C# Events

Description

Events are a language feature that formalizes the pattern of broadcaster and subscriber.

An event is a construct that exposes just the subset of delegate features required for the broadcaster/ subscriber model.

Syntax

The easiest way to declare an event is to put the event keyword in front of a delegate member:


public class Broadcaster
{
   public event ProgressReporter Progress;
}

Code within the Broadcaster type has full access to Progress and can treat it as a delegate.

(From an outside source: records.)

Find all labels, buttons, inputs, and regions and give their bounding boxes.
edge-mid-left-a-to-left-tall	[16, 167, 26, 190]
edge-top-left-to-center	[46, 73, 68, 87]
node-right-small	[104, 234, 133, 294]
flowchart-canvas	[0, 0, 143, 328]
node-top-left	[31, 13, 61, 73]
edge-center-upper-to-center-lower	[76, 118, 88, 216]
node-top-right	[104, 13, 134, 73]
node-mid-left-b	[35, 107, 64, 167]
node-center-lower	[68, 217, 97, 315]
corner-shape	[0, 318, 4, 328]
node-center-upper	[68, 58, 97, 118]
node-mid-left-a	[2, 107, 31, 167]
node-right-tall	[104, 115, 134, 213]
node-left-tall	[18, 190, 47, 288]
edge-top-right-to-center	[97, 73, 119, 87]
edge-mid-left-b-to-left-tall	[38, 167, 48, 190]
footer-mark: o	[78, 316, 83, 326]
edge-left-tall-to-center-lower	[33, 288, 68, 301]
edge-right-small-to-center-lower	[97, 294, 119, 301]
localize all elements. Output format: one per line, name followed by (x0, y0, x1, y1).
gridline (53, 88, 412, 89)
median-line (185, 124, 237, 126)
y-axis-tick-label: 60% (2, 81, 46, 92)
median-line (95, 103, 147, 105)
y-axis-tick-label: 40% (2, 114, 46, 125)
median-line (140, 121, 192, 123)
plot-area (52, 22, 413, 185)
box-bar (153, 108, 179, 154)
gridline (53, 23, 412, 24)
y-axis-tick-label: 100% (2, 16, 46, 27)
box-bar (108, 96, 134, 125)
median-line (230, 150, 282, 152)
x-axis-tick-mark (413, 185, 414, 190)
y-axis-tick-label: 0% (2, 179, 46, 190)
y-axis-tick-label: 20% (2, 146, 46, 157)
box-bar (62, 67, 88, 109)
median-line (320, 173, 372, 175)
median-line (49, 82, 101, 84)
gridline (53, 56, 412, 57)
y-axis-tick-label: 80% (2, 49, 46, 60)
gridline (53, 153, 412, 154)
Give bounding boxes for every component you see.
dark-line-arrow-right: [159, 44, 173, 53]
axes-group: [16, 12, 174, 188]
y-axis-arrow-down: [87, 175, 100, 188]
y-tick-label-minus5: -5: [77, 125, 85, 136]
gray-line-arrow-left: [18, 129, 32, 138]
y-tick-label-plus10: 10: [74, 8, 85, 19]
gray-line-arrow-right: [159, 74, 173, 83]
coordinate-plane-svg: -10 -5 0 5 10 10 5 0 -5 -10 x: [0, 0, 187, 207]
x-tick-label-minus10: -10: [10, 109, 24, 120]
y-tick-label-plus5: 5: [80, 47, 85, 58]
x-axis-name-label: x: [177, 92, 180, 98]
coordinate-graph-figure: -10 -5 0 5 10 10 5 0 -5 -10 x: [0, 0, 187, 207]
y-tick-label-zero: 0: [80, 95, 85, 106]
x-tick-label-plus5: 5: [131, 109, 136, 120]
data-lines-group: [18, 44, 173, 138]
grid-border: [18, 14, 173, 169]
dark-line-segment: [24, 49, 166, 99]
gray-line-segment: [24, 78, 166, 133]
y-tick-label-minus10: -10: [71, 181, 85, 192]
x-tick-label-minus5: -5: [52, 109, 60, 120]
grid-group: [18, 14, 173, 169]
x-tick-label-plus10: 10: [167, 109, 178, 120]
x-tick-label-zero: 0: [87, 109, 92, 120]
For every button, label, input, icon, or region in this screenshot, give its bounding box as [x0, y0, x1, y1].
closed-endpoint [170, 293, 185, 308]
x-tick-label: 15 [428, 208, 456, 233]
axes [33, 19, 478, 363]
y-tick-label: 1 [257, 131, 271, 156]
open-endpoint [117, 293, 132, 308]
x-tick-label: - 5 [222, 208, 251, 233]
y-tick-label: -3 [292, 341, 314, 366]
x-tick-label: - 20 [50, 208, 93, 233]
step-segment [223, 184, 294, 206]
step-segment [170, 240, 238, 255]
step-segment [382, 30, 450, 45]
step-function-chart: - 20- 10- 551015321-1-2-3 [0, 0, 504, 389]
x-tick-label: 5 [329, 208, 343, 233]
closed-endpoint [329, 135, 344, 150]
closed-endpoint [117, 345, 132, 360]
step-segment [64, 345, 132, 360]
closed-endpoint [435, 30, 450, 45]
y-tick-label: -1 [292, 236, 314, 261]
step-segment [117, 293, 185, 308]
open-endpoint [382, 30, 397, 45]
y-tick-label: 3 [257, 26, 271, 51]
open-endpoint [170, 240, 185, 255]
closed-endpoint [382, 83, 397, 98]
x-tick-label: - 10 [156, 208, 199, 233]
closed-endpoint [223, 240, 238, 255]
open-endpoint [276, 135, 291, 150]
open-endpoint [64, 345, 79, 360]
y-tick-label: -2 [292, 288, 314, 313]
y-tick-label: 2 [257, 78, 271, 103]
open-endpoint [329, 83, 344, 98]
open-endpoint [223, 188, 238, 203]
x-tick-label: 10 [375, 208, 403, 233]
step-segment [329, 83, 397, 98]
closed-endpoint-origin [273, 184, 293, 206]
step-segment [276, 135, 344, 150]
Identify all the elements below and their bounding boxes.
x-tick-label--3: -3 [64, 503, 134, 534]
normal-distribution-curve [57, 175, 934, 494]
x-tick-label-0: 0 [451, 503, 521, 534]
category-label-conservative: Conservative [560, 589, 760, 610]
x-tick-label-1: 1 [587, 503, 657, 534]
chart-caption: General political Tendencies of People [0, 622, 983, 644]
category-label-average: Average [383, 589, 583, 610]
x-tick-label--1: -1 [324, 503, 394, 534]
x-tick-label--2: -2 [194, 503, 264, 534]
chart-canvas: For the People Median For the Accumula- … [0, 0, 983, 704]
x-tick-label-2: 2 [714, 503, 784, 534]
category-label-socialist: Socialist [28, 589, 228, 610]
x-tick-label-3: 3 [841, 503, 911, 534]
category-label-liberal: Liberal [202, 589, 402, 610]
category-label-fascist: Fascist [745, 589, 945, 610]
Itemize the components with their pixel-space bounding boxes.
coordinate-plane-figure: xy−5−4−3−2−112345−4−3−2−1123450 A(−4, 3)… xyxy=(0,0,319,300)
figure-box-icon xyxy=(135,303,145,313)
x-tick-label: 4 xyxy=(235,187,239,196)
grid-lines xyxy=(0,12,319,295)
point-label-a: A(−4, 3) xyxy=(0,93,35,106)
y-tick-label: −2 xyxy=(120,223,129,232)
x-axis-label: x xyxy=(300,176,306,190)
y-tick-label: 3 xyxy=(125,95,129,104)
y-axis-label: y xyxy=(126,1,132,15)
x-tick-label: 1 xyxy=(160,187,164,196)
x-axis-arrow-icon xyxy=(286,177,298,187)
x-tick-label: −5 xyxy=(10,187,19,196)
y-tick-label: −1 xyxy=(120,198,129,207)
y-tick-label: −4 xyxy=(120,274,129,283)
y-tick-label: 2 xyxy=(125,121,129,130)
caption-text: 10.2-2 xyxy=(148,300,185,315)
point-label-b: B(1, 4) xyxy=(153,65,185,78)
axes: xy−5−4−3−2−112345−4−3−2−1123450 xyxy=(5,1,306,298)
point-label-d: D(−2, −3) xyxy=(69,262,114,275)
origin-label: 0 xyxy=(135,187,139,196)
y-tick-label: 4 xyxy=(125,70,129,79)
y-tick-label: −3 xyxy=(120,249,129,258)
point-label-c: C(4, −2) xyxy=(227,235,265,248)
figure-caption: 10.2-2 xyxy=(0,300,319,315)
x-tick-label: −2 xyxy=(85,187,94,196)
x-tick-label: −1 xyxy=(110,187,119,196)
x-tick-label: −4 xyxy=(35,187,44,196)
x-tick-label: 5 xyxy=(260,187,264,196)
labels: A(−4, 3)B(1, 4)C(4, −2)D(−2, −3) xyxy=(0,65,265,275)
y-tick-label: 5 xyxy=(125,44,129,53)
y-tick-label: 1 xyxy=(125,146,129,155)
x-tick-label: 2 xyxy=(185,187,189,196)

Code outside of Broadcaster can only perform += and -= operations on the Progress event.

Example

The Rectangle class fires its ValueChanged event every time the Value of the Rectangle changes:


public delegate void ValueChangeHandler (decimal oldValue,
                                          decimal newValue);
/*from  w  w  w  .  ja v a2s.  c  o  m*/
public class Rectangle
{
  string symbol;
  decimal myValue;

  public Rectangle (string symbol) { this.symbol = symbol; }

  public event ValueChangeHandler ValueChanged;                                                 
  public decimal Value                                                                           
  {                                                                                              
    get { return myValue; }                                                                        
    set
    {
      if (myValue == value) return;      // Exit if nothing has changed
      if (ValueChanged != null)        // If invocation list not empty,
        ValueChanged (myValue, value);   // fire event.
      myValue = value;
    }
  }
}

The code above generates the following result.